EXTRACTED ENTRIES Start Marker

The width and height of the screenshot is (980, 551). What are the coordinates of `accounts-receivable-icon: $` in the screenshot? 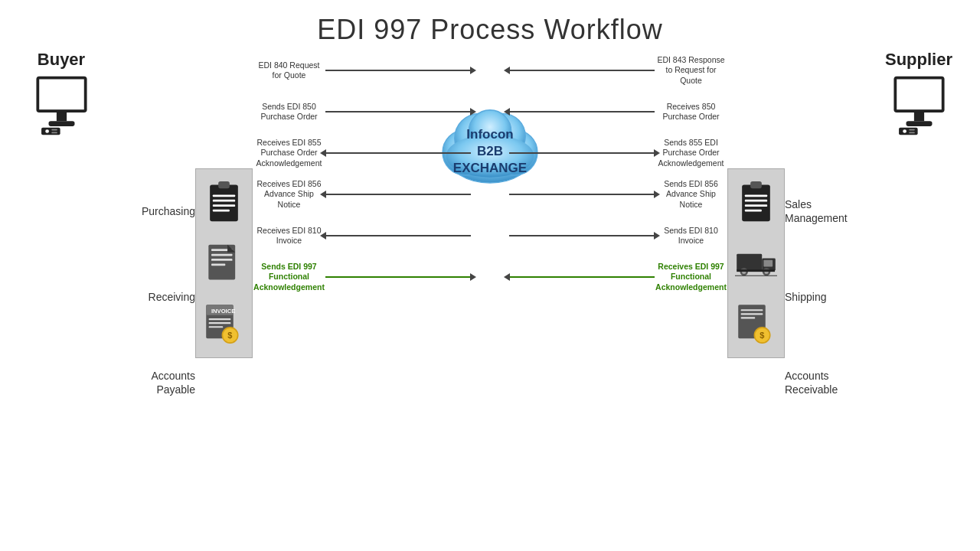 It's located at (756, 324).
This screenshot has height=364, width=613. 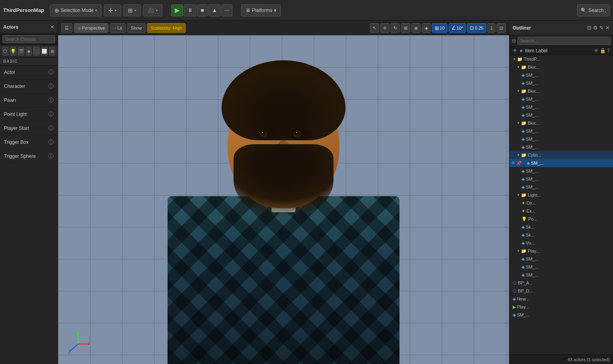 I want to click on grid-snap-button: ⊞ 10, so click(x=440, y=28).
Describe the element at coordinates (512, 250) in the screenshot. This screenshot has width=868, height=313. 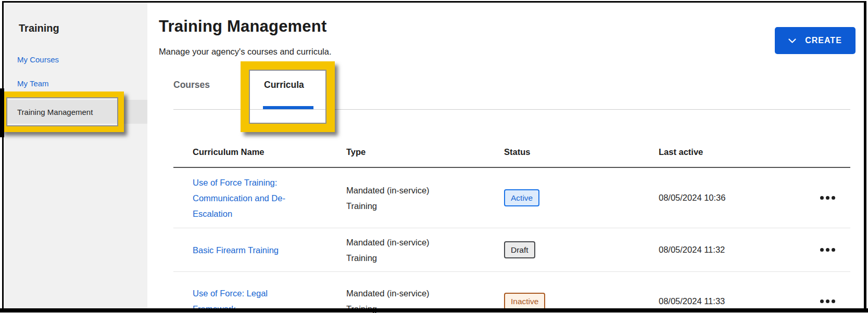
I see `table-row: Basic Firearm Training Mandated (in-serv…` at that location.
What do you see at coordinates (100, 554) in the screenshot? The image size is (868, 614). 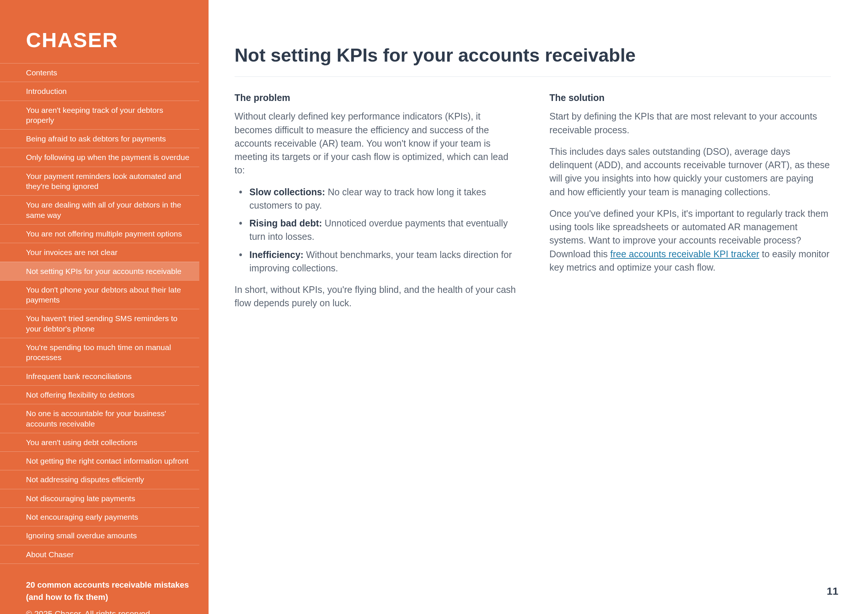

EXTRACTED ENTRIES End Marker
EXTRACTED ENTRIES Start Marker

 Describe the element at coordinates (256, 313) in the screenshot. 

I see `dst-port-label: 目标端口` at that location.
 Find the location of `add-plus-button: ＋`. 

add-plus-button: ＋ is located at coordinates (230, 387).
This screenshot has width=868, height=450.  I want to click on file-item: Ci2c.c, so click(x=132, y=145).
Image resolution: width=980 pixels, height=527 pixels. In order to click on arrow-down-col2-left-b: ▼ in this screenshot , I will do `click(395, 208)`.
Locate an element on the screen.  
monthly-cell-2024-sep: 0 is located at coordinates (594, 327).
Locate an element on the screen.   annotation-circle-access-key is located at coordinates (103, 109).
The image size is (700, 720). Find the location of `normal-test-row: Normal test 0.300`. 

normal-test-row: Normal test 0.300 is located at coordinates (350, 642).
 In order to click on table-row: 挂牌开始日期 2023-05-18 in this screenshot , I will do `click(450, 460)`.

EXTRACTED ENTRIES End Marker

AIM OF THE EXERCISE:
Would you print exactly, and only, the lines of the data above from the line with "Describe the element at coordinates (256, 313)" through the line with "In order to click on table-row: 挂牌开始日期", inclusive?

RESULT:
 Describe the element at coordinates (256, 313) in the screenshot. 

I see `dst-port-label: 目标端口` at that location.
 Find the location of `add-plus-button: ＋`. 

add-plus-button: ＋ is located at coordinates (230, 387).
This screenshot has width=868, height=450.  I want to click on file-item: Ci2c.c, so click(x=132, y=145).
Image resolution: width=980 pixels, height=527 pixels. In order to click on arrow-down-col2-left-b: ▼ in this screenshot , I will do `click(395, 208)`.
Locate an element on the screen.  
monthly-cell-2024-sep: 0 is located at coordinates (594, 327).
Locate an element on the screen.   annotation-circle-access-key is located at coordinates (103, 109).
The image size is (700, 720). Find the location of `normal-test-row: Normal test 0.300`. 

normal-test-row: Normal test 0.300 is located at coordinates (350, 642).
 In order to click on table-row: 挂牌开始日期 2023-05-18 in this screenshot , I will do `click(450, 460)`.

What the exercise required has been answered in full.